This newsletter needs some context so here we go: Since 2018, I’ve been a part time Hebrew School teacher and part of that work includes cooking with students, usually around a Jewish holiday. Last year around this time, I was preparing to teach a Hamantaschen class on Zoom and was researching some filling options. I found a very disappointing recipe (the headline was How to Make Hamantaschen Actually Good and the author was a non Jew who had attended a few bar mitzvahs) in Bon Appetit and tweeted about it (I also wrote about it here). It went viral and about a week later, it inspired an opinion column in the New York Times about wokeness gone too far (I don’t want to give it more clicks but the headline is Woke Me When It’s Over and you’ll find it by Googling). The column, in addition to mocking my concern over this, referred to me as “a woman” while every other person mentioned was identified by their profession. The column was a surprise to me—I found out about it when Delia texted me and it was absolutely horrible to wake up and discover it.
I’ve thought a lot about this incident in the past year and I wrote a much longer essay about the experience in Serving Up: Essays on food, identity and culture. You can preorder the book now.
The Jewish calendar is lunar, so Purim, the holiday that prompted this, is still a few weeks away. I’m once again teaching a Hamantaschen class and this year, I’ll get to bake them with my mom and my sister in person. Last year at this time, people weren’t yet fully vaccinated so we all observed this tradition separately. I’ve always been a Hamantaschen fan and growing up, we would make huge batches on every available kitchen surface. Then we’d walk and drive around the neighborhood, dropping off baskets for neighbors. If you’re baking them this year, please give my family’s recipe a try and tag me on Instagram if you do. It did very well in a Hamantaschen bakeoff my friend Adina organized last year.
From a food media standpoint, I’m very disappointed the recipe is still live on Bon Appetit. The magazine has hired some great people in the past year and I’ve really enjoyed some recent stories. While changing the headline and updating the introduction was a good first step, the recipe built on these negative assumptions is still there. It’s a butter dough, which is not traditional for Hamantaschen due to Kosher laws (I don’t keep kosher but most Hamantaschen are parve). If the recipe’s author wants to suggest a butter dough, it better be a good one. The reviews for the recipe continue to be poor, with bakers complaining it fell apart and was hard to work with. The page has great SEO (when I found it, it was the third result on Google) which means lots of unsuspecting bakers will be disappointed this Purim. We hate to see it and they’ve had more than a year to change it.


**TRY IT:** Look below for the line with "Give me the". Retype it and every line after it to the end, exactly, but leave out the pictures.

**INPUT FOR THIS TASK:**
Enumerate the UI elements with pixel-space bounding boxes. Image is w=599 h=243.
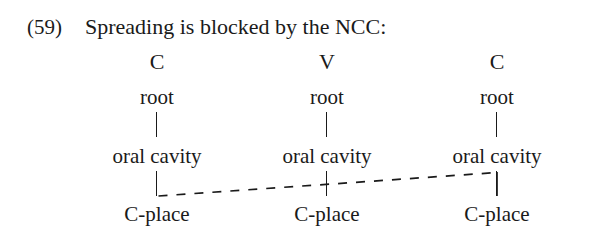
dashed-spreading-line [159,173,498,197]
example-figure: (59)Spreading is blocked by the NCC: C r… [0,0,599,243]
spreading-line-layer [0,0,599,243]
spreading-line-svg [0,0,599,243]
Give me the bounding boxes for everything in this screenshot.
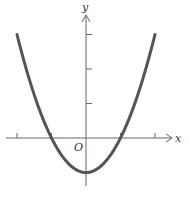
y-ticks <box>86 35 92 104</box>
y-axis-label: y <box>81 1 89 14</box>
origin-label: O <box>74 141 83 154</box>
parabola-graph: x y O <box>0 0 189 202</box>
x-axis-label: x <box>175 132 182 145</box>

**REPLY TO THE EXERCISE:**
Give me the bounding boxes for everything in this screenshot.
y-ticks <box>86 35 92 104</box>
y-axis-label: y <box>81 1 89 14</box>
origin-label: O <box>74 141 83 154</box>
parabola-graph: x y O <box>0 0 189 202</box>
x-axis-label: x <box>175 132 182 145</box>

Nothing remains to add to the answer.